Jean-Jacques Sempé, french cartoonist of Petit Nicolas, died at the age of 89


Steph Deschamps / August 12, 2022

The humorist Jean-Jacques Sempé died peacefully (Thursday) evening, August 11 (2022), in his 89th year, in his vacation home, surrounded by his wife and close friends, said Marc Lecarpentier, his biographer and friend, in a statement to AFP.
Great French master of humor and poetry, a mixture of derision and modesty, Sempé has traced since the 1950s until today a work full of bonhommie: drawings for the New Yorker, Paris Match or L'Express to the albums of Petit Nicolas.
Sempé was one of the most sought-after artists by the New Yorker with a hundred covers drawn by his hand.
Born in 1932 in Pessac, near Bordeaux, the cartoonist published a dozen albums in his career, Saint Tropez, Tout se complique and especially Petit Nicolas, which has sold some 15 million copies today.
A natural child, beaten and stammering, Sempé did not really have the childhood of his hero Nicolas, whom he grew up with Goscinny in an idealized France of the 1950s.
In 1950, he sold his first drawings to Sud Ouest, which he signed DRO (from to draw).
Since the Petit Nicolas that he created in 1959 with René Goscinny, Jean-Jacques Sempé has published almost one album a year and signed a hundred front pages in the press.
A bus on a bridge crossing the Seine at night, musicians, cyclists, a fire-eater, scenes in Central Park, Saint-Tropez or the Jardin du Luxembourg... In each of his works, we find his favorite themes: the smallness of man in nature, his solitude in the city, his disputes, his ridiculousness and his excessive ambitions, the limits of team spirit.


_How to complete this task_:
Once the line containing "Locate an element" is found, please copy it and all lines after it through the end of the records, exactly, leaving out pictures.

Available data START

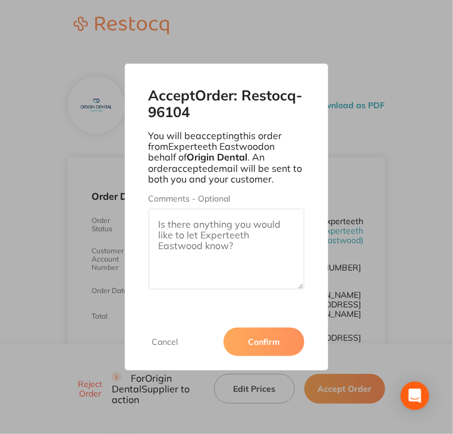 Image resolution: width=453 pixels, height=434 pixels. Describe the element at coordinates (227, 199) in the screenshot. I see `label: Comments - Optional` at that location.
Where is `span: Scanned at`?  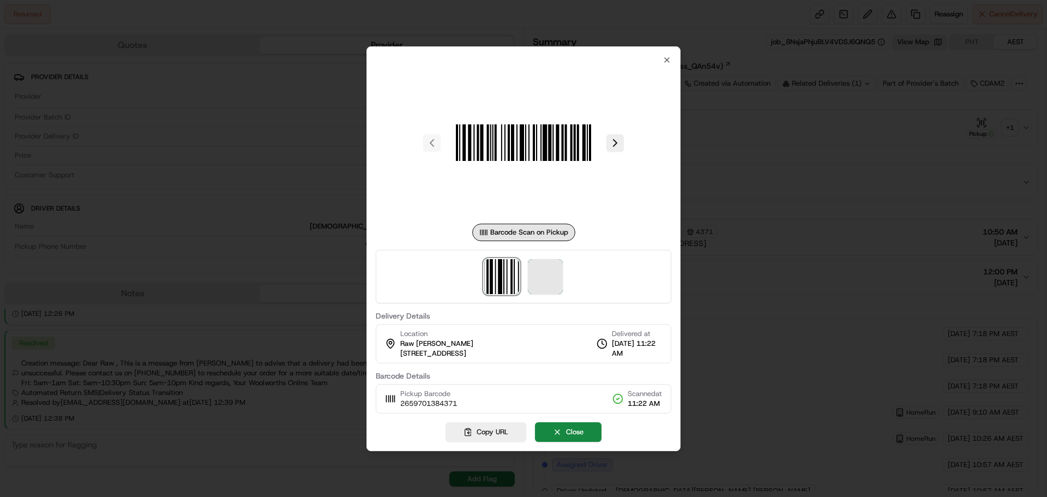 span: Scanned at is located at coordinates (645, 394).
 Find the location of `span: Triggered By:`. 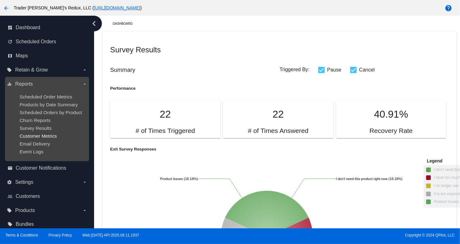

span: Triggered By: is located at coordinates (295, 69).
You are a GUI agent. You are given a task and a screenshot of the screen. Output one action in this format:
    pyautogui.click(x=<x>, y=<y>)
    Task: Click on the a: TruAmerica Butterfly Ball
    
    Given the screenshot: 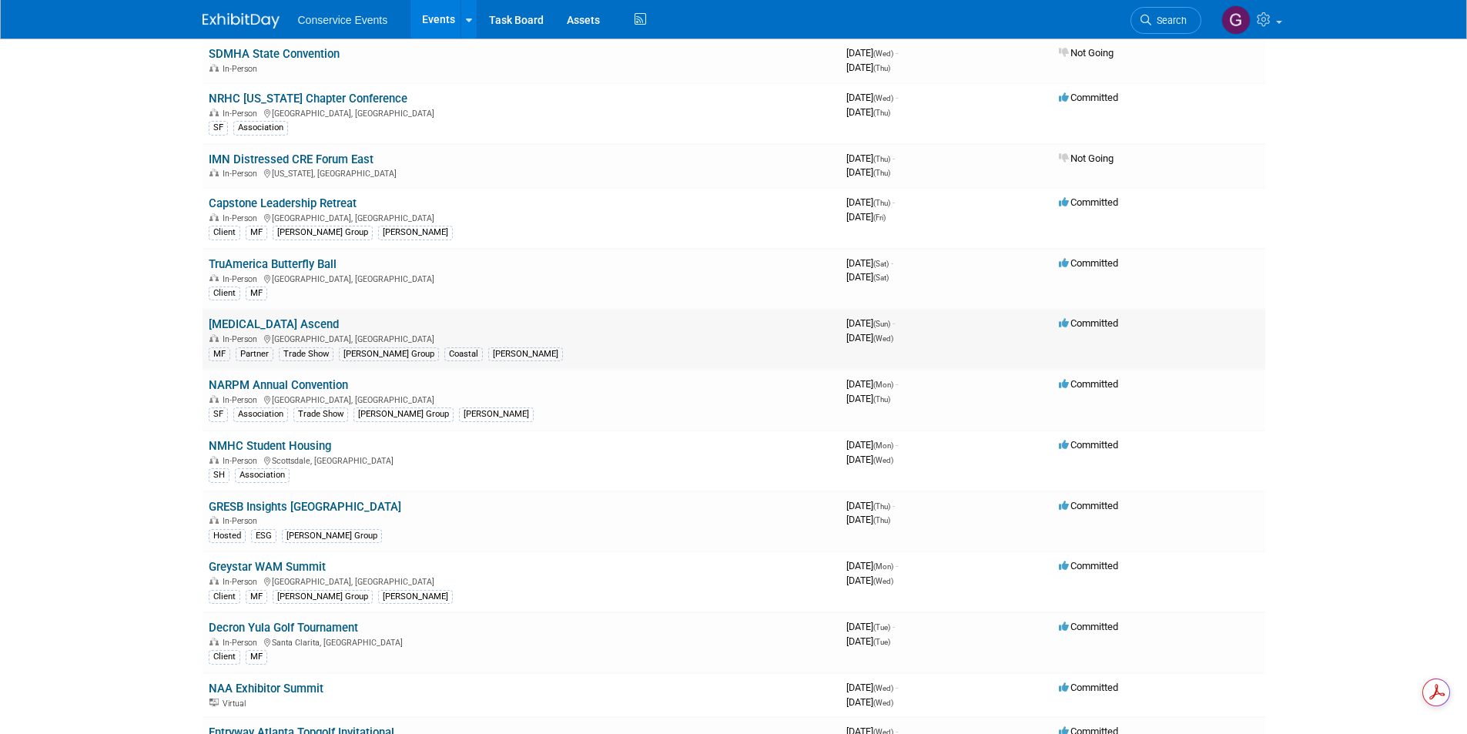 What is the action you would take?
    pyautogui.click(x=273, y=264)
    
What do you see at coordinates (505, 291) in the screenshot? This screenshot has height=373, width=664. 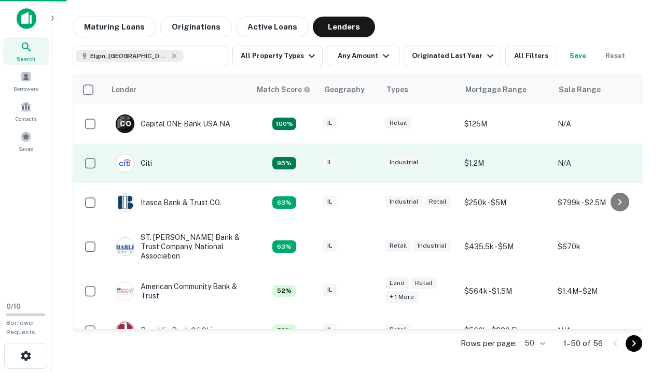 I see `td: $564k - $1.5M` at bounding box center [505, 291].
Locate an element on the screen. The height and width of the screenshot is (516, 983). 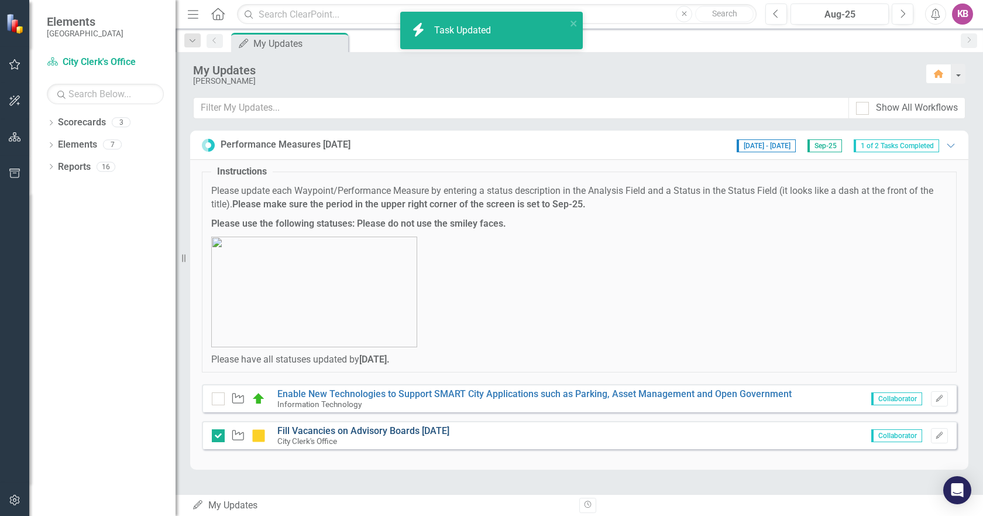
p: Please have all statuses updated by is located at coordinates (579, 359).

Available data END

_Solution to this exercise_:
Locate an element on the screen. The height and width of the screenshot is (516, 983). 
p: Please have all statuses updated by is located at coordinates (579, 359).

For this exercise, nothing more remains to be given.